PROBLEM REQUIREMENTS: Return the lines below exactly as they appear, please, starting with the first and ending with the one that contains "This screenshot has".

Stored records:
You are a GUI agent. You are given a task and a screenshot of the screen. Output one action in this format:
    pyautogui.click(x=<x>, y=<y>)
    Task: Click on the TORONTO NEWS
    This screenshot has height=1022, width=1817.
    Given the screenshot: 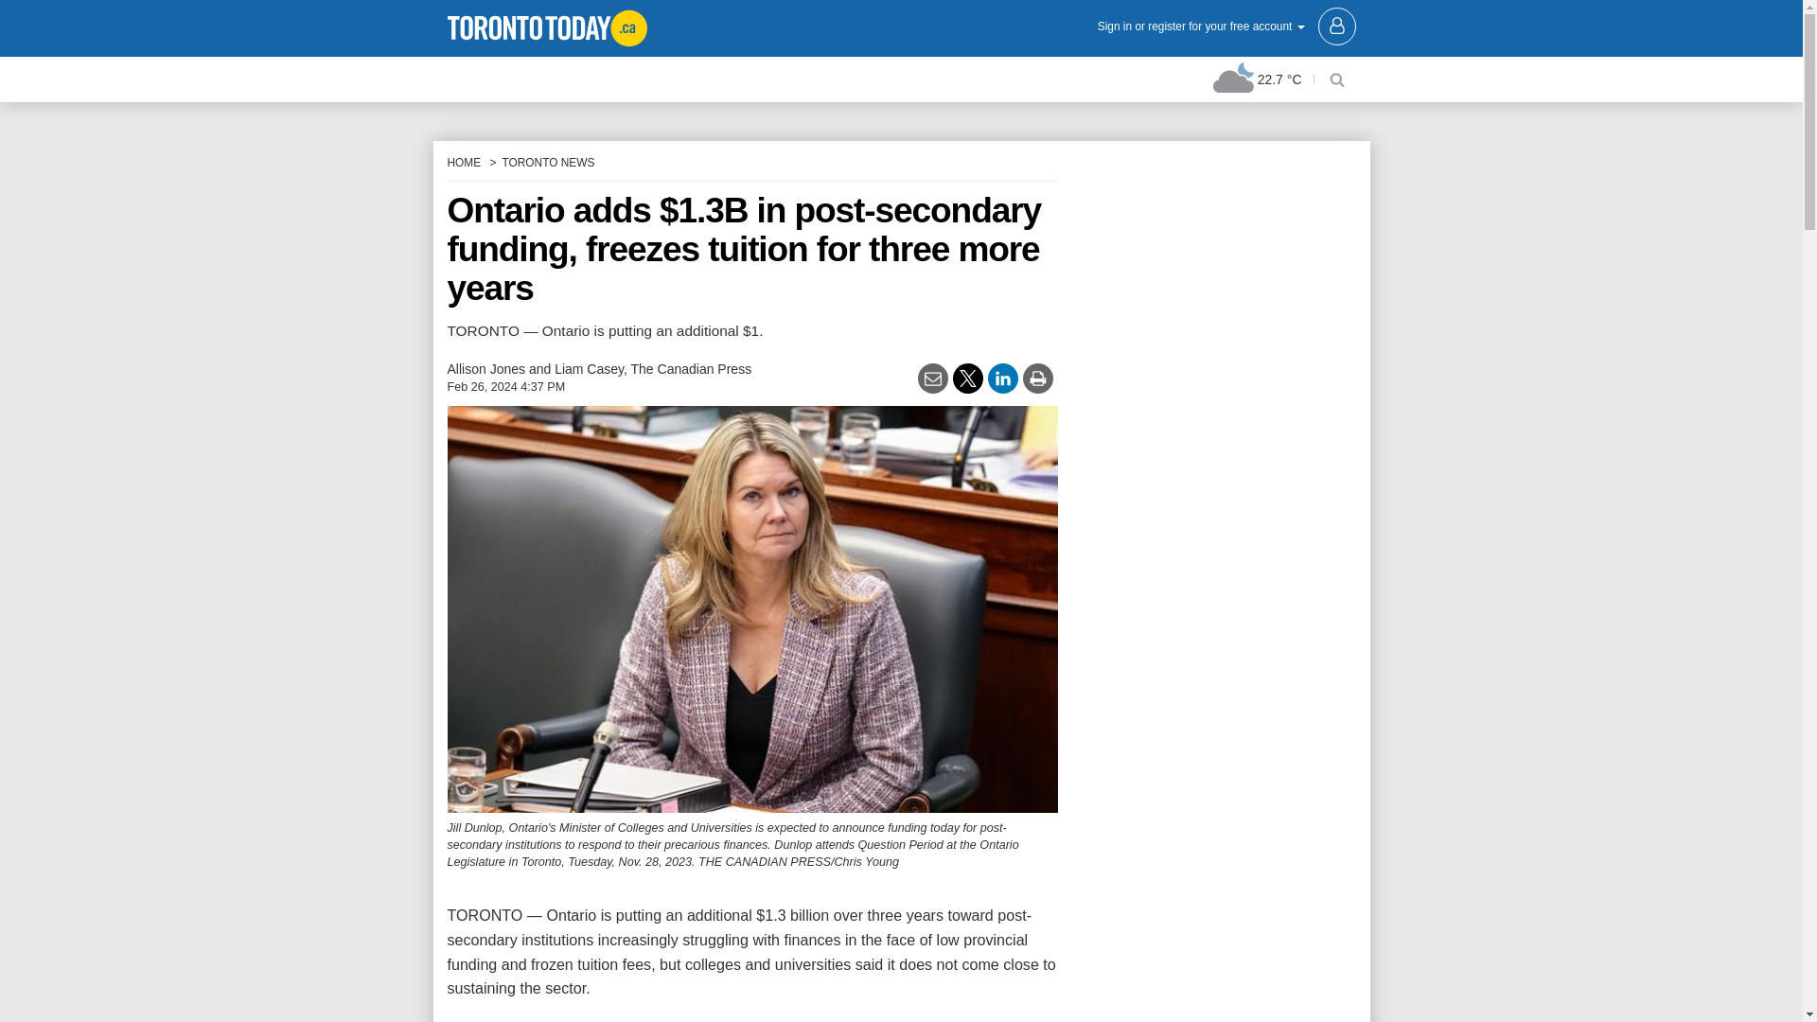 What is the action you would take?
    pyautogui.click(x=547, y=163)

COMPLETED EXERCISE:
You are a GUI agent. You are given a task and a screenshot of the screen. Output one action in this format:
    pyautogui.click(x=<x>, y=<y>)
    Task: Click on the TORONTO NEWS
    This screenshot has height=1022, width=1817.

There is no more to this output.